If a subscription token matches an existing subscription, there's a
collision, so choose a new token until there's no collision.
SAX-style sexp reader/writer, so that we can do something sensible for
enormous (e.g. gigabyte-sized) messages.
The "meta" exchange probably wants to be a topic exchange. Or
something.
The "meta" exchange probably wants to emit how-things-are-now messages
when people subscribe to it, to get them started; a kind of
last-value-cache type thing.
Website
- http://www.flickr.com/photos/elemishra/158211069/
Switch from indirect scheduling to direct scheduling
- before, on walk: 173kHz test1/test3
- after, no change. Probably because we only have a single thread
active in the system when running test1/test3, so every time some
work comes in, it baton-passes to the next guy in the chain. The
change *would* be an improvement but we have a separate worklist
(to process now) and runlist (to process after polling for events
once) so it always goes back to the scheduler because the worklist
is never longer than one.
- Revisit once we start testing multiple concurrent streams.
Extension to Sexps:
- ! <simplestring> <value> : binds the simplestring to the value when
seen. Note that the new binding for simplestring is NOT in scope
during parsing of the value, so no circular data can be constructed
this way. Any previous binding is discarded *after* the value is
completely read.
- ? <simplestring> : retrieves the bound value of the simplestring.
So
!1:a11:hello world(?1:a1: ?1:a1: ?1:a)
is equivalent to
(11:hello world1: 11:hello world1: 11:hello world)

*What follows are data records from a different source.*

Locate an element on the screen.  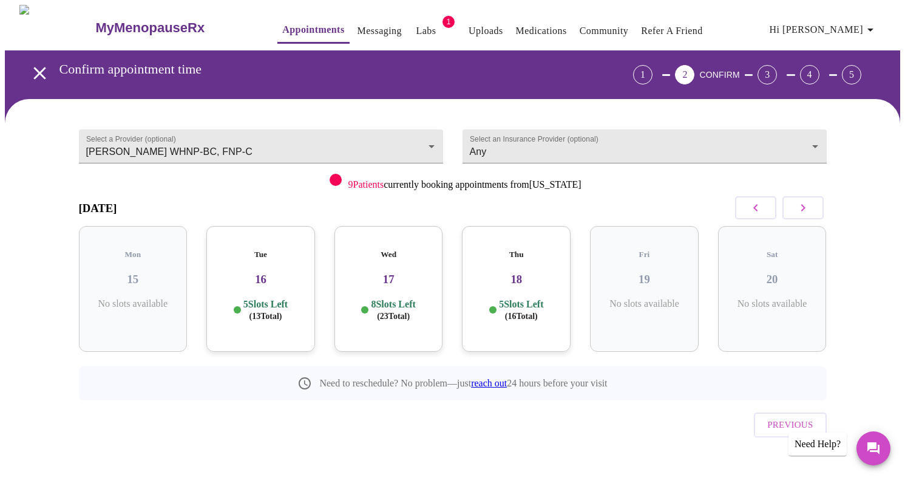
span: CONFIRM is located at coordinates (719, 75).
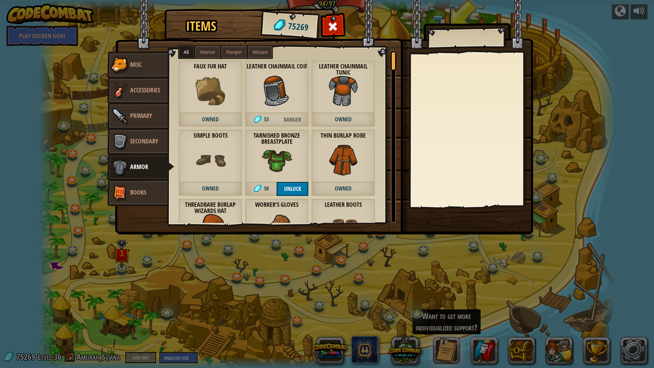 The image size is (654, 368). What do you see at coordinates (139, 167) in the screenshot?
I see `span: Armor` at bounding box center [139, 167].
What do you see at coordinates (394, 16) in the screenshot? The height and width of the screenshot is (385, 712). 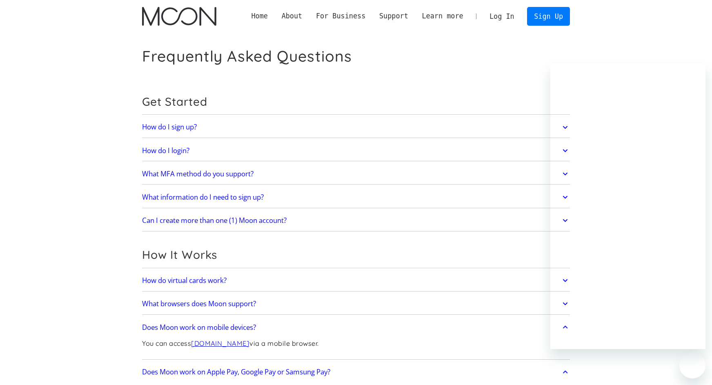 I see `div: Support` at bounding box center [394, 16].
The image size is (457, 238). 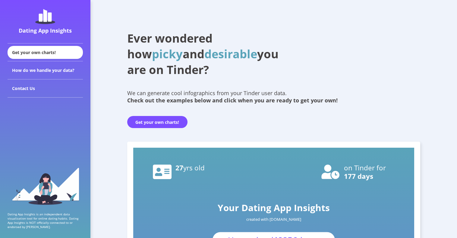 What do you see at coordinates (45, 185) in the screenshot?
I see `img: sidebar_girl.91b9467e.svg` at bounding box center [45, 185].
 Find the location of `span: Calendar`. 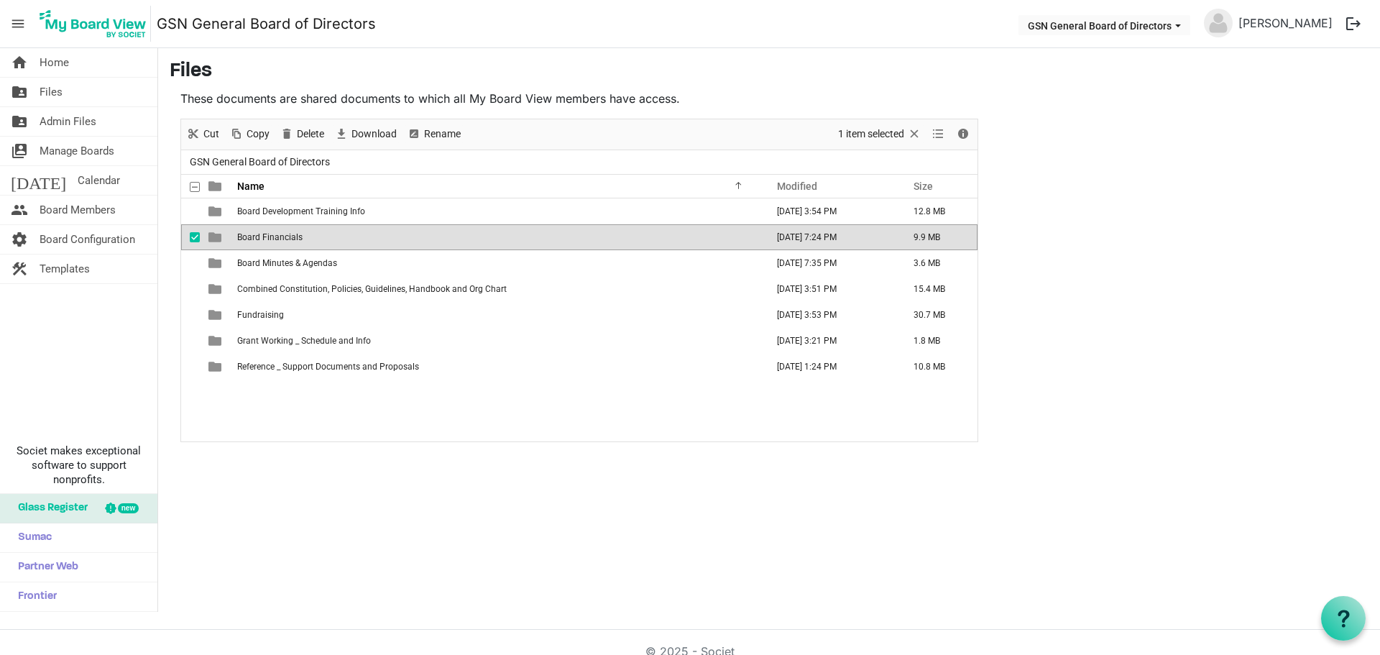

And, more to the point, after a receiver has seen
!1:a36:af49f5dc-0454-4ba1-9f48-a55e9c10ee35
then a simple
?1:a
is all that's needed to refer to that gargantuan UUID.
Another example:
!1:a()!1:a(?1:a?1:a)!1:a(?1:a?1:a)?1:a
is equivalent to
((()())(()()))
"Having metrics around as many things as possible really helped us
identify a difficult problem to diagnose."